Swa cwæð eardstapa,
earfeþa gemyndig
So spoke the wanderer, mindful of hardships
I’ve been here before, bemoaning the state we’re in. So spoke the wanderer, mindful of hardships. It is an amazing bit of poetry, and way outside my discipline to comment on the poet’s meaning or even, truth be told, to get through it without a parallel text (this is the one I’m using) and a dictionary/thesaurus. As the world gets bleaker, I find my thinking informed by the voices of poets condemning what we might think of as alienation, sin-sickness, the prophetic Leonard Cohen telling us to “say the mea culpa which you probably forgot,” Shirley Collins’ moving images of powerlessness, locked in ice.

And yet today has gone well. Yes, for me at least, friends have made a difference. It shows me how fragile my feelings are, but on the first day back in the Bodleian (and admittedly only getting my new reader’s card) and noting that my last day of “proper” research was up on the Downs on a blowy March day, things have gone well.
Most of them. The desolation of the Wanderer was not really in my brief, but made my own annoyances seem petty – but the actual devastation of England by those with grubby paws, and people’s disquiet (partly exacerbated by the ways in which so much emnity is washing around) made it seem rather apt. Early morning sleeplessness is of no use, nor is a way of thinking that is rough and sorrowful. Physical affection is barred us; we have each become the wineleas guma, friendless man.
Swa þes middangeard
ealra dogra gehwam
dreoseð ond fealleð
So this Middle-earth, a bit each day droops and decays.
And so I felt I was back in a low mood about the state of things at the present: precious and venerable woodland desecrated, MPs snidily threatening that people who help the poor cannot expect help from Government themselves, MPs’ pay rises and subsidised food while children even in this locality go hungry… But the one thing that has always given me a small shred of comfort has been the notion that my response has to be one I own fully: not a bandwagon (however righteous) or sense of despair (however justified). And this is where we need kind-ness, that feeling of people belonging, of my belonging and the duty of care that brings*.
And then Richard Powers, he of The Overstory, had a short essay in the paper yesterday. He is not overly hopeful about the American election and suggests that whatever the outcome
It will take decades to heal the deep wounds.
Richard Powers, How do we become a serious people again?
…but then suggests lines I had not read from Walt Whitman. The poem from which they are taken is a longer plea for a United America, but these lines brought me back to a plea from earlier blogs:
OVER the carnage rose prophetic a voice,
Be not dishearten’d, affection shall solve the problems of freedom yet,
Those who love each other shall become invincible,
Walt Whitman, Over the Carnage, Leaves of Grass
and continues
The most dauntless and rude shall touch face to face lightly,
The dependence of Liberty shall be lovers,
The continuance of Equality shall be comrades
(Were you looking to be held together by lawyers?
Or by an agreement on a paper? or by arms?
Nay, nor the world, nor any living thing, will so cohere.)
So Whitman was there before me (this is not really a surprise) in a plea for affection, friendship, fellow-feeling triumphing over institution and when earlier I asked about the human aspect of wholeness, “When This Is All Over” what will wellbeing be like? and maybe more urgently how might we get there, the personal is what we are left with, and knowing one another as of the same kind, kind-ness, compassion, is the place we start.

*I have to acknowledge, especially since I was amazed and delighted to see that this has received a bit more attention than I usually get, the thinking and personal warmth of my colleague Jon Reid whose work around compassion has illuminated so much of my own reflection.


> _What you have to do_: State how many lines of the data contain the word "Last", and write nothing besides the number.

(Items from an interface collection)

================

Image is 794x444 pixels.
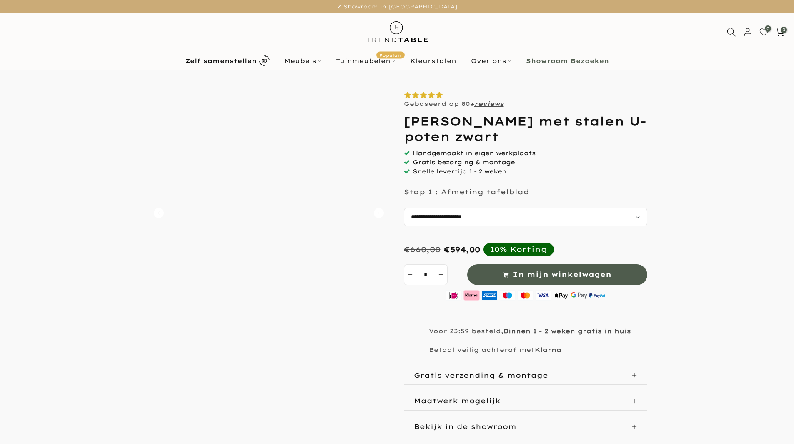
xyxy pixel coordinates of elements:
[277,56,328,66] a: Meubels
[185,58,257,64] b: Zelf samenstellen
[1,401,43,443] iframe: toggle-frame
[413,149,535,157] span: Handgemaakt in eigen werkplaats
[490,245,547,254] div: 10% Korting
[429,346,561,353] p: Betaal veilig achteraf met
[526,58,609,64] b: Showroom Bezoeken
[429,327,631,335] p: Voor 23:59 besteld,
[404,100,504,108] p: Gebaseerd op 80
[780,27,787,33] span: 0
[360,13,433,50] img: trend-table
[765,25,771,32] span: 0
[463,56,518,66] a: Over ons
[178,53,277,68] a: Zelf samenstellen
[503,327,631,335] strong: Binnen 1 - 2 weken gratis in huis
[518,56,616,66] a: Showroom Bezoeken
[328,56,403,66] a: TuinmeubelenPopulair
[404,188,529,196] p: Stap 1 : Afmeting tafelblad
[470,100,474,108] strong: +
[147,338,194,385] img: Douglas bartafel met stalen U-poten zwart
[444,245,480,254] div: €594,00
[414,371,548,379] p: Gratis verzending & montage
[513,268,611,280] span: In mijn winkelwagen
[474,100,504,108] a: reviews
[416,264,435,285] input: Quantity
[414,396,500,405] p: Maatwerk mogelijk
[404,245,440,254] div: €660,00
[404,114,647,144] h1: [PERSON_NAME] met stalen U-poten zwart
[343,338,390,385] img: Douglas bartafel met stalen U-poten zwart gepoedercoat
[245,338,292,385] img: Douglas bartafel met stalen U-poten zwart
[404,264,416,285] button: decrement
[535,346,561,353] strong: Klarna
[403,56,463,66] a: Kleurstalen
[435,264,448,285] button: increment
[147,91,390,335] img: Douglas bartafel met stalen U-poten zwart
[414,422,516,430] p: Bekijk in de showroom
[376,51,405,58] span: Populair
[467,264,647,285] button: In mijn winkelwagen
[154,208,164,218] button: Carousel Back Arrow
[294,338,341,385] img: Douglas bartafel met stalen U-poten zwart
[374,208,384,218] button: Carousel Next Arrow
[404,208,647,226] select: autocomplete="off"
[413,168,506,175] span: Snelle levertijd 1 - 2 weken
[196,338,243,385] img: Douglas bartafel met stalen U-poten zwart
[775,28,784,37] a: 0
[413,158,515,166] span: Gratis bezorging & montage
[759,28,768,37] a: 0
[10,2,783,11] p: ✔ Showroom in [GEOGRAPHIC_DATA]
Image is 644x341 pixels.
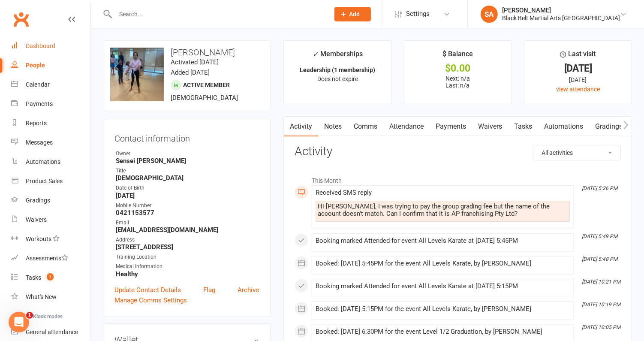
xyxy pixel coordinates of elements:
[315,237,570,244] div: Booking marked Attended for event All Levels Karate at [DATE] 5:45PM
[11,190,90,210] a: Gradings
[47,273,54,281] span: 1
[315,305,570,313] div: Booked: [DATE] 5:15PM for the event All Levels Karate, by [PERSON_NAME]
[406,4,430,23] span: Settings
[383,116,430,137] a: Attendance
[114,285,181,295] a: Update Contact Details
[113,8,323,20] input: Search...
[25,254,68,262] div: Assessments
[581,278,620,285] i: [DATE] 10:21 PM
[581,233,617,239] i: [DATE] 5:49 PM
[11,287,90,307] a: What's New
[560,49,596,64] div: Last visit
[116,262,259,270] div: Medical Information
[347,116,383,137] a: Comms
[502,14,620,22] div: Black Belt Martial Arts [GEOGRAPHIC_DATA]
[11,75,90,95] a: Calendar
[581,302,620,308] i: [DATE] 10:19 PM
[443,49,473,64] div: $ Balance
[318,203,568,217] div: Hi [PERSON_NAME], I was trying to pay the group grading fee but the name of the account doesn't m...
[294,172,621,185] li: This Month
[11,152,90,172] a: Automations
[116,270,259,278] strong: Healthy
[315,283,570,290] div: Booking marked Attended for event All Levels Karate at [DATE] 5:15PM
[116,184,259,192] div: Date of Birth
[116,201,259,209] div: Mobile Number
[430,116,472,137] a: Payments
[11,95,90,113] a: Payments
[25,177,63,185] div: Product Sales
[204,285,215,295] a: Flag
[11,36,90,56] a: Dashboard
[25,329,78,335] div: General attendance
[350,11,360,17] span: Add
[116,209,259,217] strong: 0421153577
[412,75,504,89] p: Next: n/a Last: n/a
[171,94,238,102] span: [DEMOGRAPHIC_DATA]
[11,268,90,287] a: Tasks 1
[581,324,620,330] i: [DATE] 10:05 PM
[315,189,570,196] div: Received SMS reply
[25,42,55,49] div: Dashboard
[556,86,600,92] a: view attendance
[116,236,259,244] div: Address
[171,68,209,76] time: Added [DATE]
[318,116,347,137] a: Notes
[116,219,259,227] div: Email
[581,185,617,191] i: [DATE] 5:26 PM
[480,6,498,23] div: SA
[532,64,624,73] div: [DATE]
[283,116,318,137] a: Activity
[25,139,53,146] div: Messages
[25,216,47,223] div: Waivers
[502,7,620,14] div: [PERSON_NAME]
[299,66,375,73] strong: Leadership (1 membership)
[116,167,259,175] div: Title
[412,64,504,73] div: $0.00
[11,172,90,190] a: Product Sales
[10,9,32,30] a: Clubworx
[294,145,621,159] h3: Activity
[25,274,41,281] div: Tasks
[25,120,47,127] div: Reports
[317,76,358,82] span: Does not expire
[538,116,589,137] a: Automations
[25,236,52,242] div: Workouts
[11,133,90,152] a: Messages
[110,47,263,57] h3: [PERSON_NAME]
[25,81,49,88] div: Calendar
[532,75,624,84] div: [DATE]
[116,157,259,164] strong: Sensei [PERSON_NAME]
[11,210,90,230] a: Waivers
[334,7,371,21] button: Add
[183,81,230,89] span: Active member
[11,113,90,133] a: Reports
[171,58,219,66] time: Activated [DATE]
[114,130,259,143] h3: Contact information
[116,150,259,158] div: Owner
[26,312,33,318] span: 1
[25,293,57,300] div: What's New
[313,50,318,58] i: ✓
[315,328,570,335] div: Booked: [DATE] 6:30PM for the event Level 1/2 Graduation, by [PERSON_NAME]
[11,249,90,268] a: Assessments
[25,159,60,165] div: Automations
[313,49,363,64] div: Memberships
[11,230,90,249] a: Workouts
[116,192,259,199] strong: [DATE]
[508,116,538,137] a: Tasks
[116,243,259,251] strong: [STREET_ADDRESS]
[9,312,29,332] iframe: Intercom live chat
[110,47,164,101] img: image1697164341.png
[25,62,45,68] div: People
[116,174,259,182] strong: [DEMOGRAPHIC_DATA]
[25,100,53,107] div: Payments
[238,285,259,295] a: Archive
[25,197,50,204] div: Gradings
[116,226,259,233] strong: [EMAIL_ADDRESS][DOMAIN_NAME]
[11,56,90,75] a: People
[472,116,508,137] a: Waivers
[315,260,570,267] div: Booked: [DATE] 5:45PM for the event All Levels Karate, by [PERSON_NAME]
[114,295,187,305] a: Manage Comms Settings
[116,253,259,261] div: Training Location
[581,256,617,262] i: [DATE] 5:48 PM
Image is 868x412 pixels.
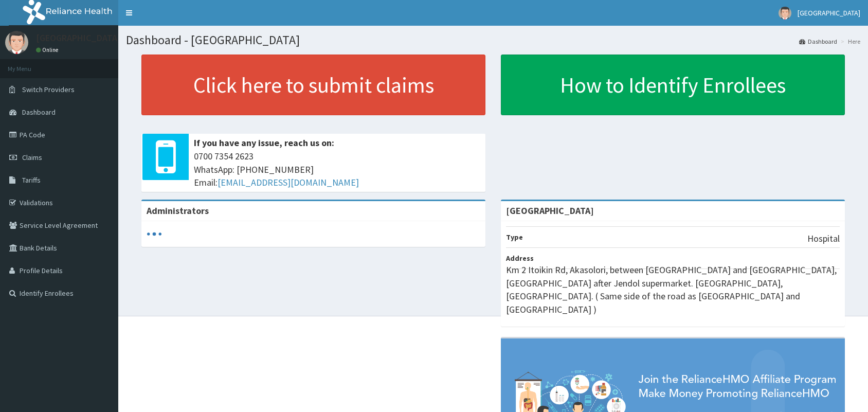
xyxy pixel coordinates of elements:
span: Dashboard [22,108,56,117]
b: Address [506,254,534,263]
strong: [GEOGRAPHIC_DATA] [506,205,594,217]
a: Click here to submit claims [142,54,486,115]
b: If you have any issue, reach us on: [194,137,334,149]
span: Switch Providers [22,85,74,94]
p: [GEOGRAPHIC_DATA] [36,33,121,43]
img: User Image [5,31,29,54]
svg: audio-loading [146,227,162,242]
b: Administrators [146,205,209,217]
img: User Image [778,7,791,19]
b: Type [506,232,523,242]
a: [EMAIL_ADDRESS][DOMAIN_NAME] [217,177,359,188]
a: Online [36,46,60,53]
h1: Dashboard - [GEOGRAPHIC_DATA] [126,33,860,46]
a: Dashboard [799,37,837,46]
span: [GEOGRAPHIC_DATA] [798,9,860,18]
span: Tariffs [22,176,41,185]
span: 0700 7354 2623 WhatsApp: [PHONE_NUMBER] Email: [194,149,480,190]
span: Claims [22,153,43,162]
li: Here [839,37,860,46]
a: How to Identify Enrollees [501,54,845,115]
p: Hospital [808,232,840,245]
p: Km 2 Itoikin Rd, Akasolori, between [GEOGRAPHIC_DATA] and [GEOGRAPHIC_DATA], [GEOGRAPHIC_DATA] af... [506,263,840,317]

================

> _Solution for this problem_: 2